The end of this parable—one rising from the dead—points of course to Jesus’ resurrection, but it also points to the other Lazarus, the real Lazarus, Jesus’ friend. Martha and Mary did not believe he could be brought back from the dead, knowing Lazarus had been dead for three days, yet Jesus says, “Come out” and Lazarus emerges from the tomb (John 11:43). Who can be saved? If Lazarus can come back from the dead, then all things are possible with God.
What kind of danger does Lazarus represent in the song “Po Lazarus”? The risk of true justice, transformation, faith, and redemption, all profound ideas for a group of prisoners and themes that remerges throughout the movie.

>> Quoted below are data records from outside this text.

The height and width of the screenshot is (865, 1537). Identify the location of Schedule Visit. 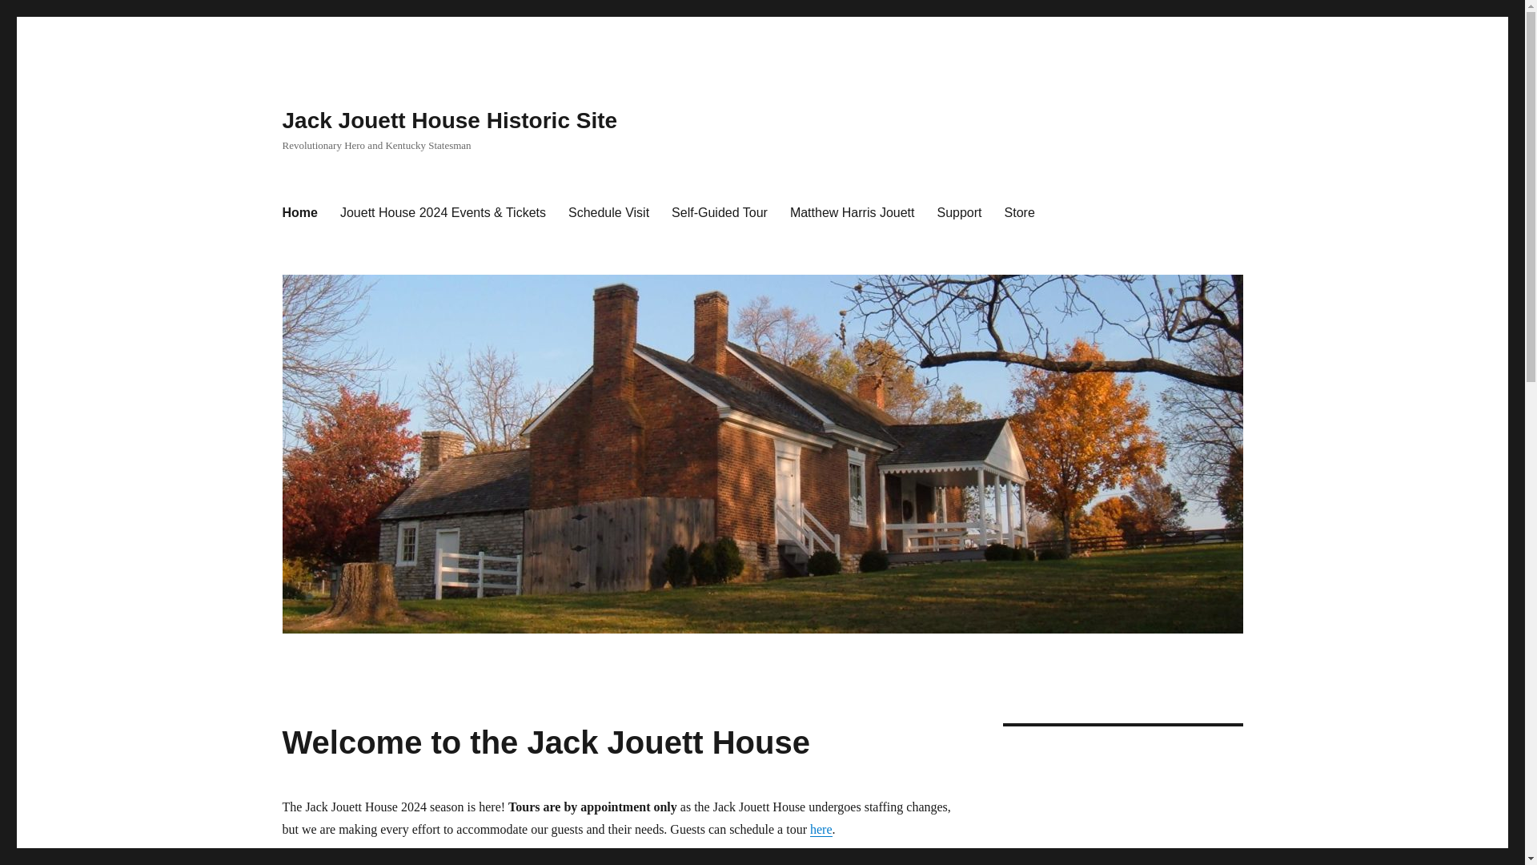
(609, 213).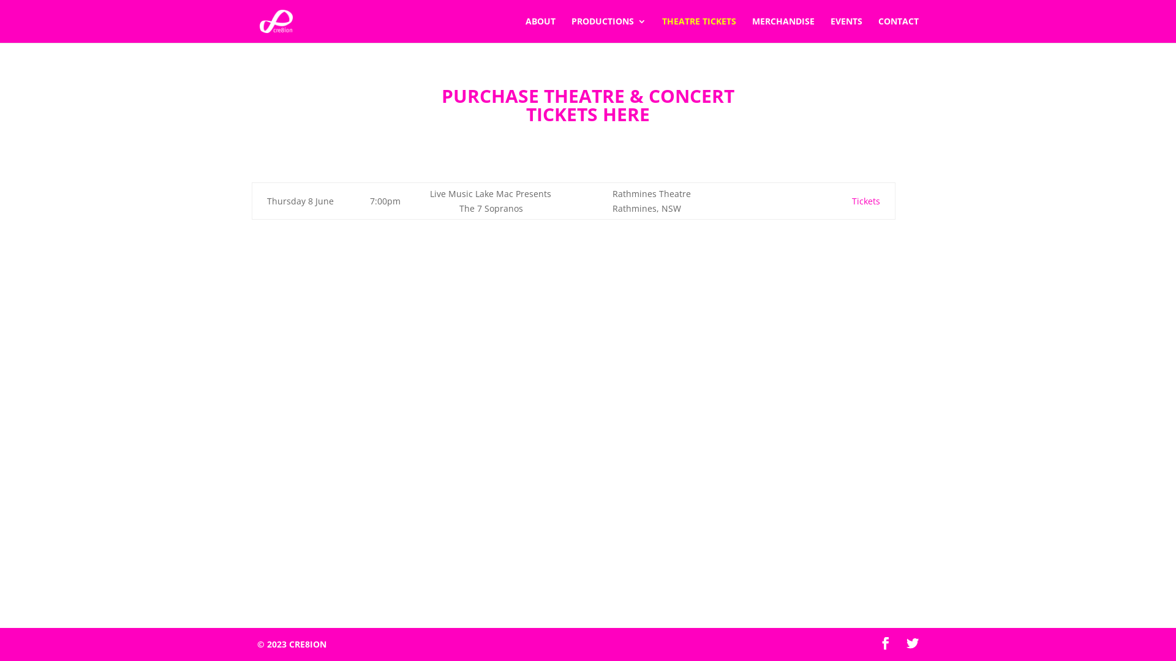  Describe the element at coordinates (899, 30) in the screenshot. I see `CONTACT` at that location.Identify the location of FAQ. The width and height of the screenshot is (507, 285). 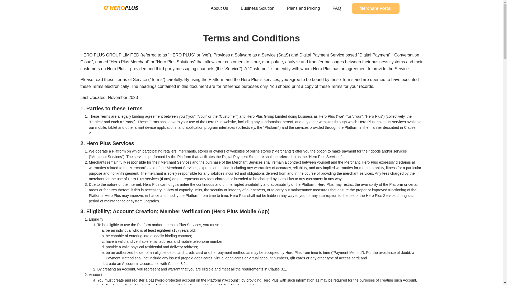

At about two minutes in, we haven’t seen the main characters. We haven’t even seen the title of the movie yet, and already, “Po Lazarus” has placed these stories and their weighty themes into the atmosphere of the film—gravity for the madcap comedy that is about to unfold. In the following hour and forty-five minutes, we will get to know three prisoners who have escaped from a chain gang as they seek a “treasure,” transformation, reunion with family, and redemption from God. We will also meet the “high” Sheriff in pursuit, who may be the devil himself. The implications of “Po Lazarus” may be just what these characters need as the adventure begins.
Next up: “Big Rock Candy Mountain” begins to play as we finally see the title of the movie on screen.